The dollar does not stop its fall, what is behind the collapse?

The dollar does not stop its fall, what is behind the collapse?

He dollar again experienced a drop in Uruguay, marking the sixth consecutive exchange day of decline in its value, and concern is growing in all productive sectors, as well as among the government’s economic authorities who are unable to find a satisfactory response to the exchange rate delay

The dollar is in free fall, and while it doesn’t look like it’s going to pick up any time soon, explanations are missing that allow to give a framework of understanding to a phenomenon that escapes from the hands of the government and limits the competitiveness of the country. In this sense, the argument of a record year in exports was far away and untimely after six months of decline in external placements —they fell 31% in May and 8% in the first four months of 2023. How do you explain the situation of sustained delay?

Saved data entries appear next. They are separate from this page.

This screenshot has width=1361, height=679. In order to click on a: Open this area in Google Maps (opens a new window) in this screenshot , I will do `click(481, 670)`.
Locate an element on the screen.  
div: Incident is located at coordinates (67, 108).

Record after record, but bad news

Yesterday’s session closed again with the dollar falling, at 38.231 pesos according to the official price of the Central Bank of Uruguay (BCU) and a new setback of 0.51%. In this way, the US currency reached its lowest value in more than three years after six consecutive falls, something that had not happened since last December; and he moved significantly away from the floor of 39 pesos, a modest goal that he had been very close to achieving.

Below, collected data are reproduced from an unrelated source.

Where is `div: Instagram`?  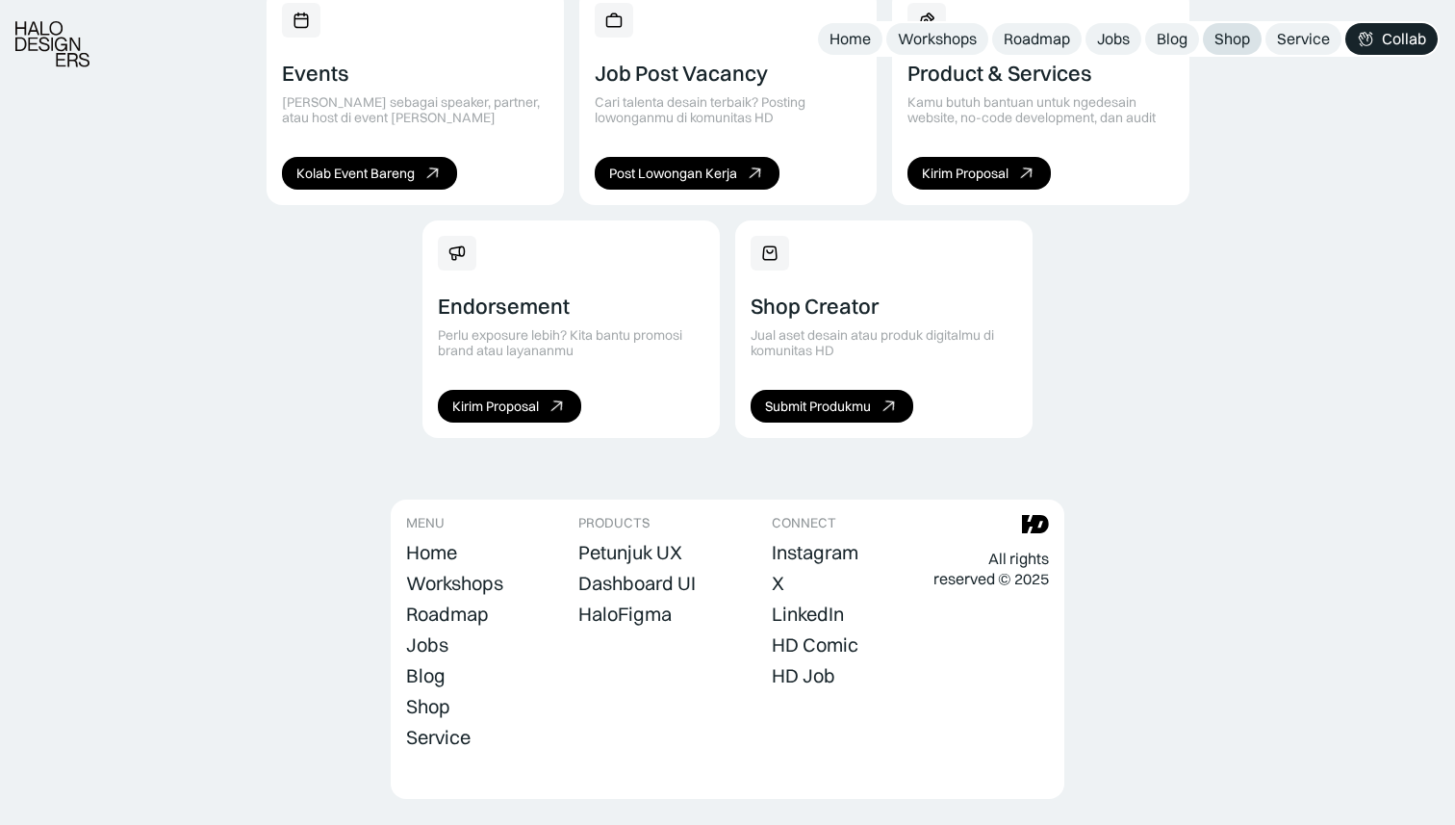 div: Instagram is located at coordinates (815, 552).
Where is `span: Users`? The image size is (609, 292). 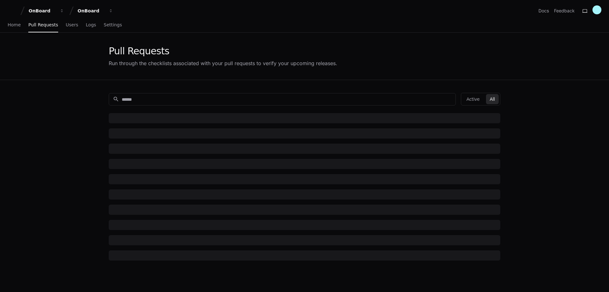
span: Users is located at coordinates (72, 25).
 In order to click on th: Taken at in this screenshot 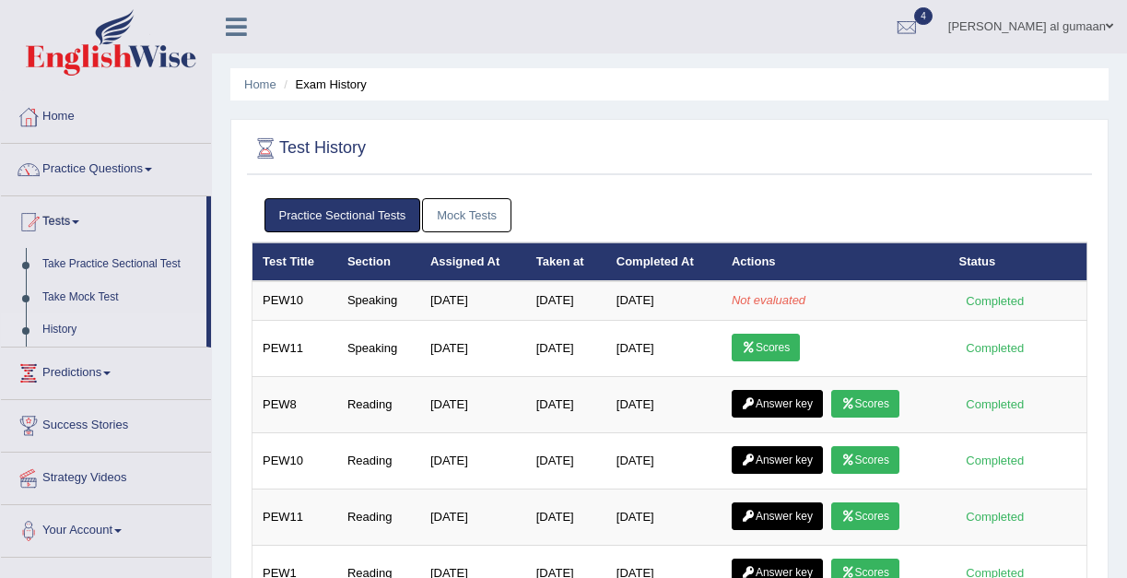, I will do `click(566, 262)`.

With that value —which has not been registered in a similar way since February 19, 2020—, the price of the dollar registers a drop of more than 4.59% compared to the end of 2022 at 40,071 pesos. In addition, at the year-on-year level, the decline is more than 4.62% compared to the day of June 14 of last year, when it traded at 40,041 pesos. During the month of June, the accumulated drop is more than 1.41% in relation to the value at which it ended in May. In this context, the possibility of breaking the floor of 38 pesos seems increasingly feasible.

Truncated expectations and negative projections

The truth is that, not even after accumulating a drop of 10.65% In the price of the US currency during 2022 —driven, mainly, by the export record that generated a significant inflow of dollars that the supply was unable to absorb—, this scenario of exchange rate delay was imagined.

According to BCU Economic Expectations Surveysthe dollar would be over 40 pesos at this point in 2023. In fact, in the January edition, economic analysts They projected an average dollar of 40.76 pesos for June. The US currency is currently very far from that value, but the argument of record exports is no longer valid to explain the important difference.

Meanwhile, other factors are looming that could further depreciate the US currency. The most recent is the maintenance of interest rates by the United States Federal Reserve (Fed) —and the beginning of what would be a pause in the contractive monetary policy that the entity maintained to control inflation—, whose effect at the global level could be the weakening of the dollar and a greater tendency of investors towards emerging markets.

The correlate in Uruguay would be a weight gain —pushed by the drag effect of the rise of the Brazilian real—, deepening the problem of the exchange rate delay for which the country’s export sectors are demanding interventions from the national government. Added to this scenario are the improvements in the debt note by the most important risk rating agencies: Standard & Poor’s, Moody’s and Fitch; that supported the Uruguayan economy and can, in turn, continue to appreciate the local currency.

On the other hand, the only tool that the government seems to have to at least support the dollar is the Monetary Policy Rate (MPR) In any case, it has not shown great effectiveness —at least not in the expected terms— in resolving the exchange rate arrears.